I love gross things.
Once, I discovered some sort of silverfish or cousin thereof in my sink, caught by one of its many legs in the drain. I did what anyone would do and took a picture to text to my friend. Several hours later I received an agonized reply – “Why would you send me that???” “I thought it was amazingly gross and I wanted to show you!”
This proclivity is tolerated more gently by people if you stick to bruise photos. I think it’s because there’s nothing slimy about bruises. They’re colorful, which most gross things aren’t, and they possess a measure of self-containment. When I tripped and blunt force trauma’d my hand a few months ago, I had bruising, but also white clammy, raw-looking skin slicked with a reflective sheen of blood. I sent a photo to two of my closest friends from home anyway. Before I texted, I said something like, “Who wants to see something gross??” but it was the WhatsApp equivalent of knocking on a closed door immediately before opening it. “I’m afraid to ask,” one of them responded – not the equivalent of a “Come in,” maybe, but at least comparable to a “Yeah?”
More recently I’ve been in the business of hair photos, or photos of what was once hair and has since been unintentionally discarded from its head of origin. This started after our bathroom drain was severely clogged, I bought a snake and snaked it beyond belief, and then I replaced our rusty drain topper with a neat strainer and requested that my roommates clean the hair out of it after showering. This didn’t go well. Every time I showered I cleaned out my hair from the sieve – a surprising amount made it there even though I try to catch it as it falls, stick it to the shower wall, and then throw it away afterward. But if I checked the strainer before showering, it was always full of either short dark hair (roommate 1) or short medium brown hair (roommate 2). After a few days of this I got annoyed, took a picture of the hair I’d removed, and sent it to both of them. Then I took a screenshot of my text and sent it to my boyfriend.

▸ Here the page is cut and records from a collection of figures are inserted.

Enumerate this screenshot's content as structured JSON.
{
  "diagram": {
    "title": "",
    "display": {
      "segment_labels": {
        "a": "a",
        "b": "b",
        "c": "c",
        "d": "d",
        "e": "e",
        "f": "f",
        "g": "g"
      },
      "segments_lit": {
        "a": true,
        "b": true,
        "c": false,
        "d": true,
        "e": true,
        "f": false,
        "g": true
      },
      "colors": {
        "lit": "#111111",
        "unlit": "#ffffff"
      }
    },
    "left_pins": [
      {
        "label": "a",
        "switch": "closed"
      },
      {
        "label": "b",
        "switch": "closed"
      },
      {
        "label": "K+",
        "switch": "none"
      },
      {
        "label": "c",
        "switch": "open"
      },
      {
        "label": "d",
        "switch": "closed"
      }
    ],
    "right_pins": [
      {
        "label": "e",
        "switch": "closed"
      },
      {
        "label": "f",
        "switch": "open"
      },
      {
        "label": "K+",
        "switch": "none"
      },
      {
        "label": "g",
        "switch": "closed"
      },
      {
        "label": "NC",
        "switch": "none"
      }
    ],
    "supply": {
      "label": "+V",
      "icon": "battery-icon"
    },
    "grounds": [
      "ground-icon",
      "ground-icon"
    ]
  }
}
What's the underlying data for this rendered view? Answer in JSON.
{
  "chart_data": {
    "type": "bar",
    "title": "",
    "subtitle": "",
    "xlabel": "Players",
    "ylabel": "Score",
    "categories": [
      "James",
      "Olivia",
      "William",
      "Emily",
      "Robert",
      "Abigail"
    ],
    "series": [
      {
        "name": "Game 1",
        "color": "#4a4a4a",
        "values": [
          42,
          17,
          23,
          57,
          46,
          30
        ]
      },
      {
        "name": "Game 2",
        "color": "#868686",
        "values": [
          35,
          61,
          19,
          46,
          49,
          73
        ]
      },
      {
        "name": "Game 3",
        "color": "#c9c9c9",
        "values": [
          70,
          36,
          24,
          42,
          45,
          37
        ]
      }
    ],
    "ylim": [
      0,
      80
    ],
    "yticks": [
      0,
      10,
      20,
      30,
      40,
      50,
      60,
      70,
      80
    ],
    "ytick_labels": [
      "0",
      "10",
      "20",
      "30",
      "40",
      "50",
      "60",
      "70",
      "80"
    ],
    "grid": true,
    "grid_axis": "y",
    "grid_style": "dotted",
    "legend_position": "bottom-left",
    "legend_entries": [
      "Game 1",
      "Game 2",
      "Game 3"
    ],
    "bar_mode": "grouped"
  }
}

His response: “I didn’t need to see that!” could have been facetious, but I don’t think it was. And that was the point at which I realized that people do not want to see gross things in the way that I do. So earlier in the winter when I went to the doctor and FINALLY had my ear unclogged with their frightening water pik type device, I refrained from taking a photo of the enormous amount of wax that emerged into the basin.